Similarly Professor Whitney writes of some supposed "pithecoid"[117] men:
There is no difficulty in supposing them to have possessed forms of speech, more rudimentary and imperfect than ours.[118]
And so again Professor Romanes:[119]
Let us try to imagine a community considerably more intelligent than the existing anthropoid apes, although still considerably below the intellectual level of existing savages. It is certain that in such a community natural signs of voice, gesture, and grimace would be in vogue to a greater or less extent. As their numbers increased ... such signs would require to become more and more conventional, or acquire more and more the character of sentence-words.
Of course, as Mr. Mivart replies,[120] there is no difficulty in supposing anything we choose, or in seeing animals in imagination performing feats[{80}] which never yet have they been known to achieve in fact. But no amount of such suppositions or imaginations will furnish Science with the scantiest apology for a foothold, nor can the germs of language attributed to pithecoid communities or the sagest of their patriarchs, be considered as of any greater value than the speeches put into the mouths of the animals by Æsop or "Uncle Remus."
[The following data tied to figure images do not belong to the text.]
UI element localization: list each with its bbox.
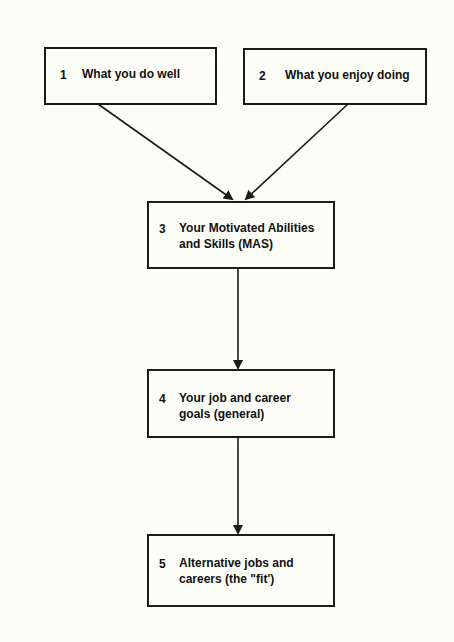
node-job-career-goals: 4 Your job and career goals (general) — [147, 369, 335, 438]
node-number: 2 — [259, 69, 266, 83]
node-what-you-enjoy-doing: 2 What you enjoy doing — [243, 48, 427, 105]
node-what-you-do-well: 1 What you do well — [44, 47, 217, 105]
node-label-line-2: and Skills (MAS) — [179, 236, 273, 252]
node-number: 1 — [60, 68, 67, 82]
node-label: What you enjoy doing — [285, 67, 410, 83]
node-label-line-1: Alternative jobs and — [179, 555, 294, 571]
node-label: What you do well — [82, 66, 180, 82]
arrow-2-to-3 — [246, 104, 348, 199]
node-label-line-1: Your Motivated Abilities — [179, 220, 314, 236]
node-label-line-2: careers (the "fit') — [179, 571, 274, 587]
node-alternative-jobs: 5 Alternative jobs and careers (the "fit… — [147, 534, 335, 607]
node-label-line-1: Your job and career — [179, 390, 291, 406]
arrow-1-to-3 — [98, 104, 232, 199]
node-label-line-2: goals (general) — [179, 406, 264, 422]
node-motivated-abilities: 3 Your Motivated Abilities and Skills (M… — [147, 201, 335, 269]
node-number: 4 — [159, 392, 166, 406]
node-number: 5 — [159, 557, 166, 571]
node-number: 3 — [159, 222, 166, 236]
It is also to be noticed that in these accounts of the origin of language, the essential element of reason is always quietly smuggled in as a matter of course. Thus Mr. Darwin's wisest of the pithecoids was able to "think of" a device for the information of his fellows. There is not the smallest doubt that any creature which had got so far as that would find what he wanted. It is but the old case of the man who was sure he could have written Hamlet had he had a mind to do so. Like him, the ape might have made the invention, if he had a mind to make it;—only he had not got the mind. So too, Professor Romanes' missing links use tones and signs which acquire "more and more" the character of true speech: which could not be unless they contained some measure of that character already. But it is just the first step thus ignored which spans the gulf between man and brute.
There is another factor upon which, in conjunction with these suppositions, great stress is wont to be laid, namely that of time; it being apparently taken for granted that if only time enough be given anything whatever may come about. Thus Professor[{81}] Romanes tells us[121] that his imaginary Homo alalus, or speechless man, must probably have lived for an "inconceivably long time," before getting far enough on the road towards speech to give him such an advantage as enabled him to crush out his less accomplished congeners; and that even after this point was reached, another "inconceivable lapse of time" must have been required to turn him into Homo sapiens, or man as he actually is. Immense intervals, he further tells us, must have been consumed in the passage through various grades of mental evolution; "The epoch during which sentence-words prevailed was probably immense"; "It was not until æons of ages had elapsed that any pronouns arose."
Meanwhile, there is no scrap of evidence that as a matter of fact any thing of all this ever happened at all, and as Bunsen has observed no millions of years, even were millions available at discretion, could ever supply the want of the faculty without which nothing in the way of language could ever be accomplished.
(c) Free-will.—Here is another human faculty which Du Bois-Reymond declares never to have been accounted for by natural causation, and he greatly doubts whether it should not be classed among the problems that must be for ever insoluble.
Professor Haeckel, as we have seen, gets rid of all difficulties on this score by laying it down that "the freedom of the will is not an object for critical[{82}] scientific inquiry at all, for it is a pure dogma, based on an illusion, and has no real existence."